The market for original, non-media-based SF novels is shrinking alarmingly. Books are where SF writers make their money; it's been a long, long time since anyone was able to make a decent living writing SF short stories, and it looks like the day is coming when novelists won't be able to support themselves, either. Star Trek/Bab 5/etc. novels are fun, but let's face it, they're literary junk food, and don't do anything to expand the boundaries of the genre. And right now, they're the dominant market share.

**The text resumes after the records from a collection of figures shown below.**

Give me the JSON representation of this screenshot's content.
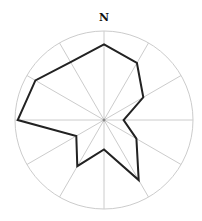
{
  "chart_data": {
    "type": "radar",
    "title": "",
    "direction_label": "N",
    "categories": [
      "0°",
      "30°",
      "60°",
      "90°",
      "120°",
      "150°",
      "180°",
      "210°",
      "240°",
      "270°",
      "300°",
      "330°"
    ],
    "angles_deg": [
      0,
      30,
      60,
      90,
      120,
      150,
      180,
      210,
      240,
      270,
      300,
      330
    ],
    "values": [
      0.85,
      0.74,
      0.51,
      0.22,
      0.42,
      0.78,
      0.33,
      0.6,
      0.36,
      0.97,
      0.89,
      0.75
    ],
    "rlim": [
      0,
      1
    ],
    "grid": true,
    "spokes": 12,
    "legend": null
  },
  "style": {
    "grid_color": "#cccccc",
    "line_color": "#222222",
    "center_dot_color": "#888888"
  }
}
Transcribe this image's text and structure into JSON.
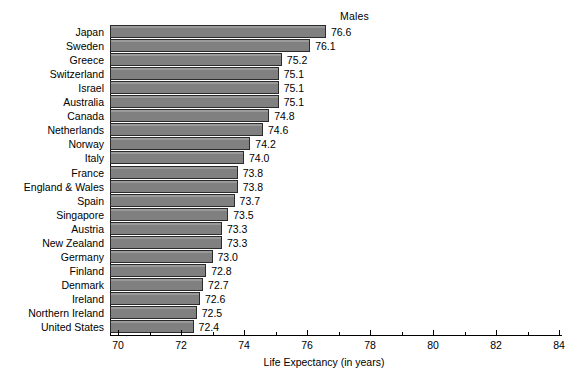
{
  "chart_data": {
    "type": "bar",
    "orientation": "horizontal",
    "title": "Males",
    "xlabel": "Life Expectancy (in years)",
    "ylabel": "",
    "xlim": [
      70,
      84
    ],
    "xticks": [
      70,
      72,
      74,
      76,
      78,
      80,
      82,
      84
    ],
    "xtick_labels": [
      "70",
      "72",
      "74",
      "76",
      "78",
      "80",
      "82",
      "84"
    ],
    "xminor_ticks": [
      71,
      73,
      75,
      77,
      79,
      81,
      83
    ],
    "grid": false,
    "legend": "none",
    "bar_color": "#808080",
    "bar_edge_color": "#2b2b2b",
    "show_value_labels": true,
    "categories": [
      "Japan",
      "Sweden",
      "Greece",
      "Switzerland",
      "Israel",
      "Australia",
      "Canada",
      "Netherlands",
      "Norway",
      "Italy",
      "France",
      "England & Wales",
      "Spain",
      "Singapore",
      "Austria",
      "New Zealand",
      "Germany",
      "Finland",
      "Denmark",
      "Ireland",
      "Northern Ireland",
      "United States"
    ],
    "values": [
      76.6,
      76.1,
      75.2,
      75.1,
      75.1,
      75.1,
      74.8,
      74.6,
      74.2,
      74.0,
      73.8,
      73.8,
      73.7,
      73.5,
      73.3,
      73.3,
      73.0,
      72.8,
      72.7,
      72.6,
      72.5,
      72.4
    ],
    "value_labels": [
      "76.6",
      "76.1",
      "75.2",
      "75.1",
      "75.1",
      "75.1",
      "74.8",
      "74.6",
      "74.2",
      "74.0",
      "73.8",
      "73.8",
      "73.7",
      "73.5",
      "73.3",
      "73.3",
      "73.0",
      "72.8",
      "72.7",
      "72.6",
      "72.5",
      "72.4"
    ]
  }
}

And think about this: the average advance for a 80,000-120,000 word SF novel is $5,000. Most books don't earn much past their advances, so that's often all a writer gets for what represents several months (if not years) of work. On those terms, a writer needs to put out four books a year to make as much as a filing clerk. Or (if he or she has become a bit of a "name" writer) he or she gives up on original work and joins the stable of writers churning out media tie-in novels (which generally pay at least $7,000 and can go into five figures for established/well-agented writers).

Sound bad? It's worse if you consider that Paramount will pay $5,000 for a Star Trek story idea. That's right, not a script, but an idea pitched over the phone. And even at their best, I don't think any of Trek's $5,000 plotlines have a tenth the artistic merit (or the entertainment value) of the 5-cents-a-word SF novels that are sitting neglected on bookstore shelves around the U.S.

TV SF is (with a few exceptions) fun, cheap, mindless entertainment, but remember that the best SF ideas always start in fiction and, if we're lucky, make their way into media (William Gibson was paving the way for The Matrix back in the mid-1980s). I've never seen it work the other way around. So head to your local bookstore and make an investment in the future health of SF.